In practice, well-designed contracts emit an event for every meaningful state change — deposits, withdrawals, ownership transfers, configuration updates. This gives off-chain indexers (like The Graph) and auditors a complete, gas-efficient history to reconstruct the contract's timeline without replaying every transaction. Many security and monitoring tools watch for specific events in real time to detect anomalies, and standards like ERC-20 and ERC-721 mandate specific events precisely so the broader ecosystem of wallets and explorers can interoperate without custom integration.
Cricket analogy: Emitting an event per state change is like recording every ball in the scorebook, so a broadcaster can reconstruct the whole innings later without re-watching the match footage.
- Events write to the transaction log using
emit; they notify off-chain apps cheaply and are declared withevent. - Contracts cannot read logs — events are a one-way channel from chain to the outside world.

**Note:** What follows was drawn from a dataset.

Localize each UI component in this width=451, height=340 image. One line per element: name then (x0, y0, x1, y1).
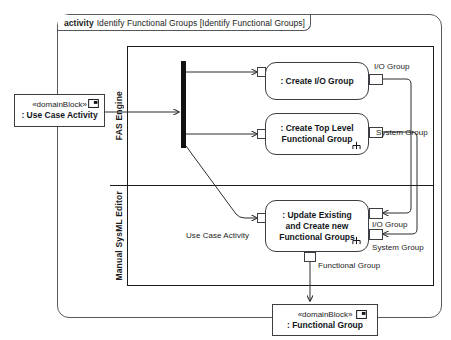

- Up to three parameters can be
indexed, becoming filterable topics; non-indexed params go into the data field. - Indexing a string or bytes stores its Keccak-256 hash as the topic, not the recoverable value.
- Events are far cheaper than storage (roughly 375 gas + 375 per topic + 8 gas/byte vs 20000 for a storage write).
- Standard events like ERC-20 Transfer power wallets and explorers; emit them for interoperability.
- Events do not fire on reverted transactions and must never carry secrets, since logs are public and permanent.
Practice what you learned
1. Can a smart contract read back events it has previously emitted?
2. How many parameters can be marked indexed in a normal (non-anonymous) event?
3. What is stored as the topic when a `string` parameter is marked indexed?
4. Why are events much cheaper than storing the same data in contract storage?
5. What happens to emitted events if the transaction reverts?